Canada’s proposed ban on political donations from crypto moved a step closer to becoming law on Friday, moving through parliament with cross-party support and little opposition.
Bill C-25, the Strong and Free Elections Act, passed second reading in the House of Commons and was referred to committee for further review. In Canada’s system, this vote signals that lawmakers broadly agree on a bill’s core principles before it faces detailed scrutiny and possible changes.
The legislation would ban political contributions in crypto, along with money orders and prepaid payment products, grouping them as hard-to-trace funding methods.
The ban will apply across the federal system – registered parties, constituency associations, candidates, leaders and nomination participants and third parties operating election advertising.
Recipients will have 30 days to return illegal crypto contributions or send them to the Receiver General, Canada’s equivalent of the US Treasury.
The bill’s leading defender on the floor was Kevin Lamoureux, the Liberal parliamentary secretary to the government House leader, a junior civil servant who helps steer the ruling party’s legislative agenda and acts as the floor’s spokesman during debate.
His opening speech went through AI deepfakes, foreign interference and administrative sanctions. Crypto did not come up, according to an official transcript. Asked by a liberal colleague to choose between three priorities — foreign interference in nominations, political funding transparency or artificial intelligence — Lamoureux chose AI.
Several conservative members of parliament — the party is led by Pierre Poilievre, who marketed himself as crypto-friendly during the last election — raised questions about political financing rules and how new restrictions would be applied.
But the issue never became a central point of contention.
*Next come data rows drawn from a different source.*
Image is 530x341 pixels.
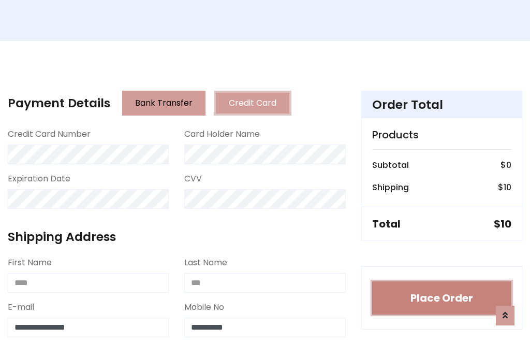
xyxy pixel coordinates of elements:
h4: Shipping Address [8,229,346,244]
label: First Name [8,256,52,269]
label: Card Holder Name [184,128,260,140]
h5: Products [372,128,511,141]
label: Expiration Date [8,172,70,185]
span: 10 [500,216,511,231]
label: Credit Card Number [8,128,91,140]
h5: $ [494,217,511,230]
span: 10 [504,181,511,193]
button: Credit Card [214,91,291,115]
button: Place Order [372,281,511,314]
h5: Total [372,217,401,230]
h6: $ [500,160,511,170]
h6: Shipping [372,182,409,192]
h6: Subtotal [372,160,409,170]
h4: Order Total [372,97,511,112]
span: 0 [506,159,511,171]
label: E-mail [8,301,34,313]
h6: $ [498,182,511,192]
label: Last Name [184,256,227,269]
h4: Payment Details [8,96,110,110]
label: CVV [184,172,202,185]
button: Bank Transfer [122,91,205,115]
label: Mobile No [184,301,224,313]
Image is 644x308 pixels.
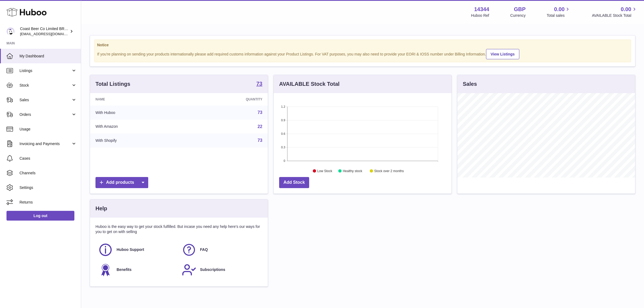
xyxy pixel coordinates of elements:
[182,243,260,257] a: FAQ
[256,81,262,86] strong: 73
[281,132,285,135] text: 0.6
[258,110,262,115] a: 73
[90,133,187,147] td: With Shopify
[98,243,176,257] a: Huboo Support
[283,159,285,162] text: 0
[591,13,637,18] span: AVAILABLE Stock Total
[279,177,309,188] a: Add Stock
[258,138,262,143] a: 73
[97,48,628,59] div: If you're planning on sending your products internationally please add required customs informati...
[621,6,631,13] span: 0.00
[258,124,262,129] a: 22
[546,13,570,18] span: Total sales
[90,120,187,134] td: With Amazon
[281,146,285,149] text: 0.3
[20,31,79,36] span: [EMAIL_ADDRESS][DOMAIN_NAME]
[116,247,144,252] span: Huboo Support
[98,262,176,277] a: Benefits
[546,6,570,18] a: 0.00 Total sales
[7,211,75,221] a: Log out
[20,185,77,190] span: Settings
[374,169,404,173] text: Stock over 2 months
[182,262,260,277] a: Subscriptions
[471,13,489,18] div: Huboo Ref
[20,200,77,205] span: Returns
[97,43,628,47] strong: Notice
[90,93,187,106] th: Name
[187,93,268,106] th: Quantity
[95,224,262,234] p: Huboo is the easy way to get your stock fulfilled. But incase you need any help here's our ways f...
[20,127,77,132] span: Usage
[20,26,68,37] div: Coast Beer Co Limited BRULO
[591,6,637,18] a: 0.00 AVAILABLE Stock Total
[95,177,148,188] a: Add products
[116,267,131,272] span: Benefits
[7,27,15,36] img: internalAdmin-14344@internal.huboo.com
[486,49,519,59] a: View Listings
[279,80,339,88] h3: AVAILABLE Stock Total
[510,13,526,18] div: Currency
[200,267,225,272] span: Subscriptions
[317,169,332,173] text: Low Stock
[20,112,71,117] span: Orders
[281,105,285,108] text: 1.2
[95,80,130,88] h3: Total Listings
[20,156,77,161] span: Cases
[256,81,262,87] a: 73
[20,54,77,59] span: My Dashboard
[474,6,489,13] strong: 14344
[20,68,71,73] span: Listings
[514,6,525,13] strong: GBP
[20,141,71,146] span: Invoicing and Payments
[20,83,71,88] span: Stock
[281,118,285,122] text: 0.9
[90,106,187,120] td: With Huboo
[554,6,565,13] span: 0.00
[20,170,77,176] span: Channels
[200,247,208,252] span: FAQ
[95,205,107,212] h3: Help
[342,169,362,173] text: Healthy stock
[462,80,477,88] h3: Sales
[20,98,71,102] span: Sales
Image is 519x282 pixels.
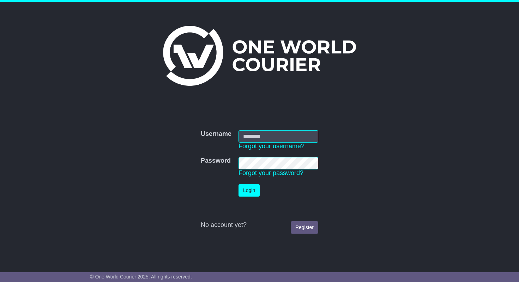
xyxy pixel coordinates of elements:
[201,130,232,138] label: Username
[90,274,192,280] span: © One World Courier 2025. All rights reserved.
[239,169,304,176] a: Forgot your password?
[201,157,231,165] label: Password
[201,221,318,229] div: No account yet?
[163,26,356,86] img: One World
[239,184,260,197] button: Login
[239,143,305,150] a: Forgot your username?
[291,221,318,234] a: Register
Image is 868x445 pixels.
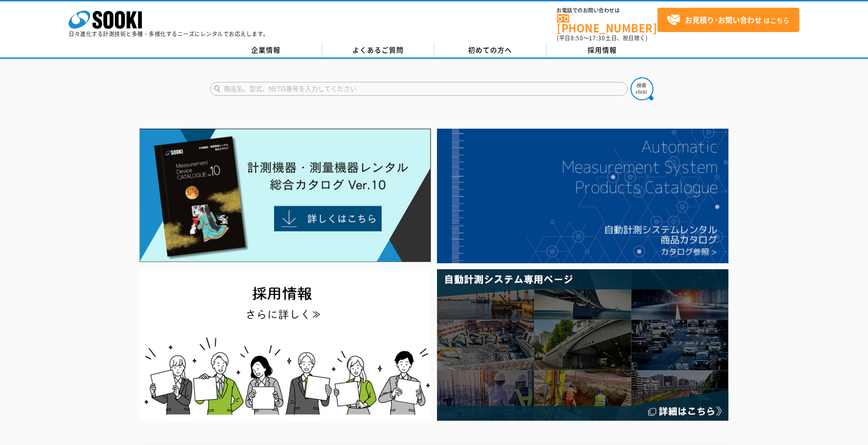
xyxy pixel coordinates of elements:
[630,78,653,100] img: btn_search.png
[557,14,658,33] a: [PHONE_NUMBER]
[685,14,762,25] strong: お見積り･お問い合わせ
[571,34,583,42] span: 8:50
[434,43,546,57] a: 初めての方へ
[139,269,431,421] img: SOOKI recruit
[658,8,799,32] a: お見積り･お問い合わせはこちら
[468,45,512,55] span: 初めての方へ
[69,31,269,36] p: 日々進化する計測技術と多種・多様化するニーズにレンタルでお応えします。
[437,128,729,263] img: 自動計測システムカタログ
[557,8,658,13] span: お電話でのお問い合わせは
[546,43,659,57] a: 採用情報
[667,13,789,27] span: はこちら
[589,34,605,42] span: 17:30
[557,34,648,42] span: (平日 ～ 土日、祝日除く)
[437,269,729,421] img: 自動計測システム専用ページ
[210,82,628,95] input: 商品名、型式、NETIS番号を入力してください
[322,43,434,57] a: よくあるご質問
[139,128,431,262] img: Catalog Ver10
[210,43,322,57] a: 企業情報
Conservatives supported sending the bill to committee, while other opposition parties raised concerns about various elements of the legislation but did not center their arguments on crypto.
The limited resistance also reflects how little crypto has been used in Canadian politics.
Canada has technically allowed crypto donations since 2019, when Elections Canada classified them as non-cash in-kind contributions equivalent to property. But no major federal party has publicly accepted crypto, and no contributions have been disclosed in recent elections.
C-25 is itself a re-run. Its predecessor, Bill C-65, contained identical crypto language and died when Parliament was prorogued — suspended without being dissolved — in January 2025.
Canada’s Chief Electoral Officer recommended tighter regulation of crypto-donations in 2022, and in November 2024 he switched to recommending an outright ban, citing pseudo-anonymity and the difficulty of verifying contributors’ identities.
The US is moving in the opposite direction. The Federal Election Commission has allowed crypto donations to US campaigns since 2014.
Earlier this year, Britain passed a law banning crypto donations, citing concerns that digital assets could be used to hide the origin of foreign money in British politics.